Maria Reilly, Treasurer of the Mayo branch of Fórsa, said that a number of people had gone on unexpected leave in the St Mary’s building in her department. She said this was having ‘a major knock-on effect to the service’.
“Everything is a priority, but we’re trying to give the most priority to staff at the desk at the moment. It’s difficult to get rest time for work due to lack of resources,” she said.
Lending his support to the healthcare workers, Cllr Blackie Gavin (Fianna Fáil) said it was ‘outrageous’ and ‘scandalous’ that hospital workers had to demonstrate over the issue during their lunch break.
Independent councillor Michael Kilcoyne claimed that there were almost 100 vacancies across the various positions in MUH at present.

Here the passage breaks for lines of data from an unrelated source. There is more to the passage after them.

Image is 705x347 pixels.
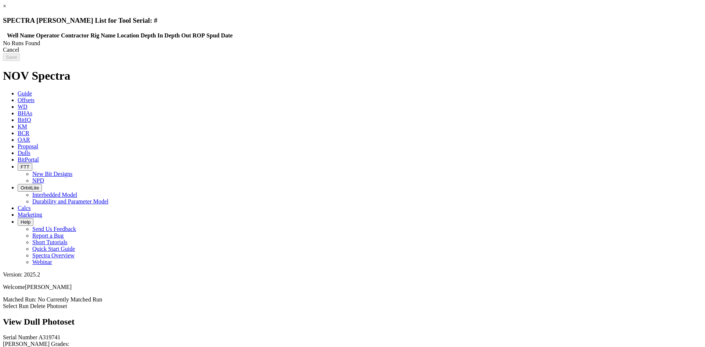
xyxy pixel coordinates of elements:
[32,177,44,184] a: NPD
[36,32,60,39] th: Operator
[3,284,702,290] p: Welcome
[18,117,31,123] span: BitIQ
[21,164,29,170] span: FTT
[39,334,61,340] span: A319741
[90,32,116,39] th: Rig Name
[18,130,29,136] span: BCR
[3,69,702,83] h1: NOV Spectra
[32,259,52,265] a: Webinar
[32,192,77,198] a: Interbedded Model
[3,40,702,47] div: No Runs Found
[30,303,67,309] a: Delete Photoset
[3,3,6,9] a: ×
[32,198,109,205] a: Durability and Parameter Model
[3,296,36,303] span: Matched Run:
[32,246,75,252] a: Quick Start Guide
[21,185,39,191] span: OrbitLite
[206,32,233,39] th: Spud Date
[192,32,205,39] th: ROP
[18,97,35,103] span: Offsets
[32,171,72,177] a: New Bit Designs
[3,17,702,25] h3: SPECTRA [PERSON_NAME] List for Tool Serial: #
[32,239,68,245] a: Short Tutorials
[3,53,20,61] input: Save
[18,156,39,163] span: BitPortal
[21,219,30,225] span: Help
[32,232,64,239] a: Report a Bug
[3,334,37,340] label: Serial Number
[3,317,702,327] h2: View Dull Photoset
[7,32,35,39] th: Well Name
[25,284,72,290] span: [PERSON_NAME]
[3,47,702,53] div: Cancel
[3,271,702,278] div: Version: 2025.2
[18,143,38,149] span: Proposal
[140,32,163,39] th: Depth In
[32,252,75,259] a: Spectra Overview
[18,150,30,156] span: Dulls
[18,104,28,110] span: WD
[164,32,191,39] th: Depth Out
[18,90,32,97] span: Guide
[18,137,30,143] span: OAR
[38,296,102,303] span: No Currently Matched Run
[18,123,27,130] span: KM
[32,226,76,232] a: Send Us Feedback
[116,32,139,39] th: Location
[18,212,42,218] span: Marketing
[18,110,32,116] span: BHAs
[61,32,89,39] th: Contractor
[3,303,29,309] a: Select Run
[18,205,31,211] span: Calcs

“I had a man who rang me yesterday evening and he was supposed to be in here having his hip operation and they cancelled it. They told him there was no bed, that’s the second cancellation he had,” Cllr Kilcoyne told The Mayo News.
“I would say if there’s a record level of investment, it’s not in the service to the public and it’s not in the service to the patient. Maybe there is a record level of investment, where is it being spent? Probably in places like the bicycle shelter outside the Dáil, the kind of money that’s there.”
He continued: “Look at the money that’s being ploughed into the children’s hospital. Somebody at some day in the future will drill down under the children’s hospital and they’ll find all this money, it must be gold bars that’s in it. Look at the costs; they are over €2 billion. There’s no head nor tail to the way the HSE and the Department of Health is operating.”
Cllr Chris Maxwell (Independent Ireland), Cllr Harry Barrett (Independent) and Deputy Rose Conway-Walsh (Sinn Féin) also attended the gathering in support of the workers.
Cllr Barrett stated that the level of shortfall in nursing staff numbers at MUH was ‘nothing other than a disgrace’.
The outspoken councillor said that overcrowding in the hospital was ‘a crisis created by years of neglect and underfunding by our government’.
Today, there were a total of 19 patients on trolleys in MUH, according to INMO figures.
“Every person in this community, every child, every parent, every pregnant woman who walks through those hospital doors in need of urgent care deserves nothing less than a safe, well-resourced environment. But right now, that’s not what we’re getting,” stated Cllr Barrett.
The Mayo News has contacted the HSE regarding the exact number of vacancies at MUH.